The mechanism to add a web app to the home screen has remained pretty unchanged from iPhoneOS 1.0 (2007) to iOS 18 (2024) – you tap the action button (sometimes called the “share” button despite it being a misnomer), then you tap “Add to Home Screen”. It’s the same as adding a bookmark, printing, or sharing the link with somebody.
That is the process they designed before the App Store existed when they were telling everybody if you want to build apps for the iPhone then they should be web apps, so I don’t think you can reasonably consider this process to be intentionally difficult.
This changed slightly in iOS 26 because you need to tap the meatball icon to bring up the menu and pick “Share…”, but given that this only happened six months ago, I don’t think that’s what you were referring to by “in the past”?

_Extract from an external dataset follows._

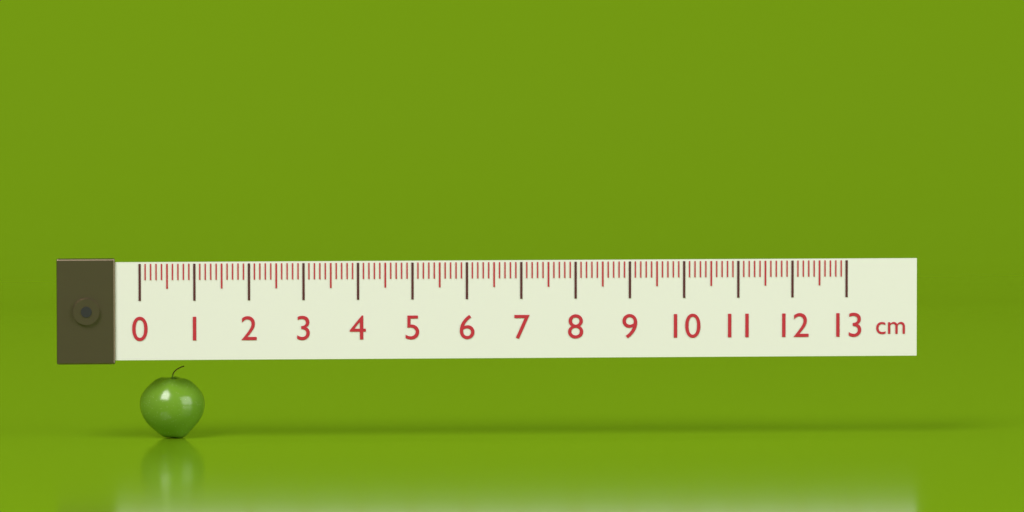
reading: 1.2 cm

> They probably dont know the difference between an app rendered with a browser or a truly native app.
Absolutely, users do not know or care what technology you are using so long as it meets their expectations of use. Users are going to the app store as a discovery mechanism for "something that gives them an icon on the phone to get to that thing", most have no clue what "native code" means.
“Getting data on people” is just not that attractive for most apps. Are Reddit motivated by things like that? Sure. But it’s just not that valuable for everybody else.
You know what is attractive? Giving customers what they want. And customers want native apps.